# REQUIRED WORK
Search the entries for the string "Where" and give the number of lines that hold it, nothing more.

START SUPPLIED RECORDS

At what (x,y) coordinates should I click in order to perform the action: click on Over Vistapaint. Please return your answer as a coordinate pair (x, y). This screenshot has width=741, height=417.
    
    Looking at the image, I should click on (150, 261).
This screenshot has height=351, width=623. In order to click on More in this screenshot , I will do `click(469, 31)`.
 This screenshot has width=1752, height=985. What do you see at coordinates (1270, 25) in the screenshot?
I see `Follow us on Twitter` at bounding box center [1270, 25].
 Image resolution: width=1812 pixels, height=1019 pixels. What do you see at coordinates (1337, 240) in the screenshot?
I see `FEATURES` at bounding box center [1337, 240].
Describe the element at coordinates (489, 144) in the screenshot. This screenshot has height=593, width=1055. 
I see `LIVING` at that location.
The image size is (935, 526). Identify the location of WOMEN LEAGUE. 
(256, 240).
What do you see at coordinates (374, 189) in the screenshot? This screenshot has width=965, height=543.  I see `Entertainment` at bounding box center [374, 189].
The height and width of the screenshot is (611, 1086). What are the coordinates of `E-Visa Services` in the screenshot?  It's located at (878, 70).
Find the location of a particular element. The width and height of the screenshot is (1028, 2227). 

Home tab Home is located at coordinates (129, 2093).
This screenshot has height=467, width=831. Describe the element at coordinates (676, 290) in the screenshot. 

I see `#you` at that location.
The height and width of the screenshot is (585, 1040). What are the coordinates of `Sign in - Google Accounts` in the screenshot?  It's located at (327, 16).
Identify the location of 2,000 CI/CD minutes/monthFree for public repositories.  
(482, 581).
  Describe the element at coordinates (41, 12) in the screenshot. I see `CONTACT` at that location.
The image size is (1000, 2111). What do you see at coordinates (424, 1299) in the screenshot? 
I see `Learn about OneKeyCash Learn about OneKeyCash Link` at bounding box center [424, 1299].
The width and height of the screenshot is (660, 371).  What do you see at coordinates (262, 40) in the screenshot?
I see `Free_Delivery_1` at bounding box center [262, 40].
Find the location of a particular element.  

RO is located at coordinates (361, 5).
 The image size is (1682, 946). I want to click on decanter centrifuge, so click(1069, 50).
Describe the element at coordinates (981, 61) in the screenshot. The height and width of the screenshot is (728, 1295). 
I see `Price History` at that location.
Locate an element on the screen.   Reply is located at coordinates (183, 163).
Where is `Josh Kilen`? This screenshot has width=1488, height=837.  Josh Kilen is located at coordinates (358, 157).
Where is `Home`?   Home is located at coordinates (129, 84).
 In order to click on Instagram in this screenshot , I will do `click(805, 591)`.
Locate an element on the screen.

END SUPPLIED RECORDS

# REPLY
2